Thursday, June 27, 2013

Journal Article "Land transformation by humans: A review"

This article comes from the December 2012 issue of GSA Today, the Geological Society of America's monthly journal.
Citation: Hooke, R.L., Martin-Duque, J.F., and Pedraza, J., 2012, Land transformation by humans: A review: GSA Today, v. 22, no. 12, p. 4-10  
This is the html link to the article: http://www.geosociety.org/gsatoday/archive/22/12/article/i1052-5173-22-12-4.htm

Synopsis: This is a somewhat odd first choice for my blogging efforts, because it does not address climate change at all, but rather land-use change. However, it's not that odd when you consider the role that changing land-use has on the climate system (e.g. cutting/burning of rain forests takes carbon stored in biota and transfers it to the atmosphere). Perhaps more importantly, the direct impacts of current [unsustainable] land use practices put pressure on us as a species to maintain the necessities of life (high agricultural production rates, access to clean water resources, etc.). With added pressure from rapidly changing climate, our ability to support ourselves (in the biological sense) becomes even less certain. Anyway, this paper draws heavily from previous more quantitative research, and its results depend in some ways on how the authors define terms and what assumptions they make. Importantly, they make conservative estimates and despite this conservatism, determine that "~70 Mkm^2, or >50% of Earth’s ice-free land area, has been directly modified by human action involving moving earth or changing sediment fluxes. Many of these activities have indirect consequences well beyond the area directly affected." Implicit in this statement is that much of this modification by human action has negatively affected the land. That aside, the authors look at the rates at which we modify land and determine that, given our current population and land-use patterns, we are almost certainly operating beyond our biological carrying capacity. If we are not currently in overshoot, then the current rate of population growth will certainly bring us to that point within the next century or two. Like any other species, we will adapt to this condition of overshoot by first experiencing a decline in the standard of living, and then, secondly, by reducing the population (read: more people die of starvation and disease and less children are born).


Transcribe all of the entries, matching each one exactly.

——

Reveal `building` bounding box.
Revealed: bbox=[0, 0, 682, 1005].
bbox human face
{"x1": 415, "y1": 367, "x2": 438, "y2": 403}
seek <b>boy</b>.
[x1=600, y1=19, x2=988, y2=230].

——

__REPLY__.
Reveal `building` bounding box.
Revealed: bbox=[0, 0, 682, 1005].
bbox human face
{"x1": 415, "y1": 367, "x2": 438, "y2": 403}
seek <b>boy</b>.
[x1=600, y1=19, x2=988, y2=230].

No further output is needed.